Without realizing it, we trap ourselves into certain patterns and ways of thinking concerning the people around us. We see only what we are inclined to see derived from our interpretation of the stories we’ve collected about them in our mental file cabinet.

Finding the Holy in the daily often means looking at people through new glasses—seeing the wonder that God has placed within them, finding the unexpected sparkle behind their story, and assuming the best about them.

Are the people around you flat? Are there aspects to their stories you are missing? How can you change the way you interpret these people?

In Him together, Susan Gaddis

Looking for a wedding toast or blessing? Over the years I’ve attended a lot of weddings and given many a wedding card. Finding the right words for a wedding toast brings flashbacks of standing before my peers in a third grade spelling bee—my mind goes blank.

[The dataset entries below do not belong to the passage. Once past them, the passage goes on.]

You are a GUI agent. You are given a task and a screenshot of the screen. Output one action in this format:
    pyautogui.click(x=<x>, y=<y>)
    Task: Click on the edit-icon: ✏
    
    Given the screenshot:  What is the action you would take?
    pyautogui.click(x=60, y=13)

Writing a blessing on a wedding card is a little more personal than just signing my name, but finding the right words often burns more brain cells than I have available when I’m trying to get my kids, and the pastor, out the door and to the wedding.

Here are my favorites from my collection of wedding toasts and blessings, gathered over many years of being in ministry. I invite you to jot them down in a journal or keep them in a computer file for easy access—ready for this summer’s crop of weddings. 

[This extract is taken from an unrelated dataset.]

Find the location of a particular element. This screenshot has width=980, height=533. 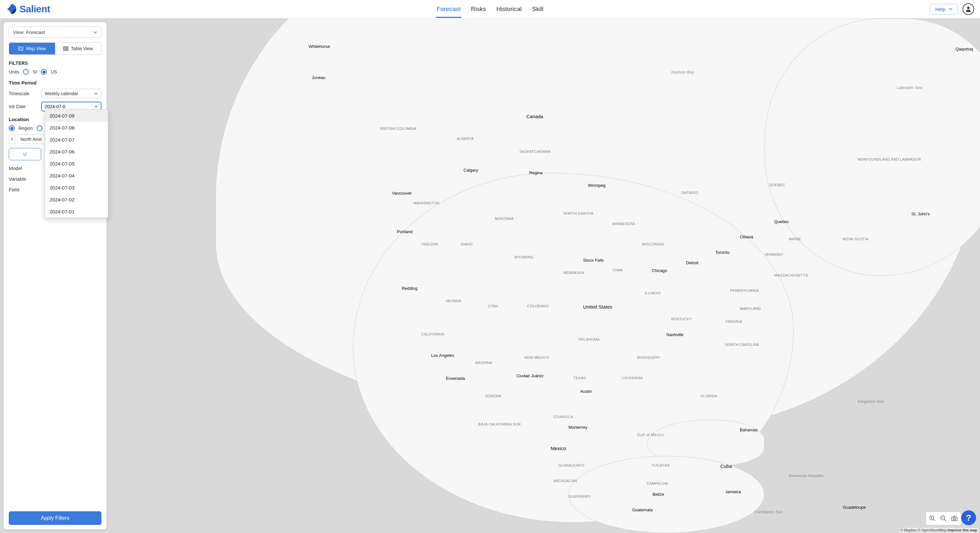

map-label: Caribbean Sea is located at coordinates (768, 512).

Marriage: a community consisting of a master, a mistress, and two slaves—making in all, two.

May you grow old together on one pillow.

See a happy marriage with wholeness of heart, but do not expect to reach the Promised Land without going through some wilderness together.

May your love endure beyond the last sunset.

To the lamp of love—may it burn brightest in the darkest hours and never flicker in the winds of trial.

May your children be blessed with rich parents!

Coming together is a beginning; keeping together is progress; working together is success.

There is nothing nobler or more admirable than when two people who see eye to eye keep house as man and wife, confounding their enemies and delighting their friends.

Happy marriages begin when we marry the one we love, and they blossom when we love the one we married.

Here’s to the groom with bride so fair, and here’s to the bride with groom so rare. Here’s to marriage, one soul in two bodies.

Do you have a favorite wedding toast or blessing to contribute?

In Him together, Susan Gaddis

How do you defuse a tense situation? I often find myself reacting instead of responding when someone is spitting fire in my direction–especially if that person is one of my kids or my spouse. I don’t remember where I heard this quote, but it is so true: “When you live in reaction, you give your power away. Then you get to experience what you gave your power to.”

I know I don’t have to defend or explain myself when I am under pressure, but usually my reactionary genes forget that logic. Here are 6 responses I’m practicing that provide space to compose myself in various situations. None of them commit me to taking on another’s problem or solving a conflict immediately. Each response needs to be spoken with a calm tone of voice.

  1. “I’m sorry you are upset.”
  2. “That’s interesting.”
  3. “I’ll be glad to talk with you when your voice is calmer.”
  4. “I need to think about this more. I’ll get back to you later.”
  5. “I’m not available to help you with that right now.”
  6. “Let’s talk when you are feeling less stressed.”
 

The trick is to use a one liner before your reactionary genes take over. If needed, repeat the one liner several times instead of getting drawn into the fighting arena.

Sometimes these one liners work well as text messages or email. They also come in handy written on a card and placed next to the phone for easy access during disturbing phone conversations.

Proverbs 15:1-2 states, “A gentle answer turns away wrath, but a harsh word stirs up anger. The tongue of the wise commends knowledge, but the mouth of fools gushes folly” (NIV). What have you been gushing lately—folly or a gentle answer? What one liners have you found helpful during difficult conversations?

In Him together, Susan Gaddis

For more tips on communication, check out Chapter 11, “Rules and Tools for Kingdom Communication,” in my book, Help, I’m Stuck With These People For the Rest of Eternity!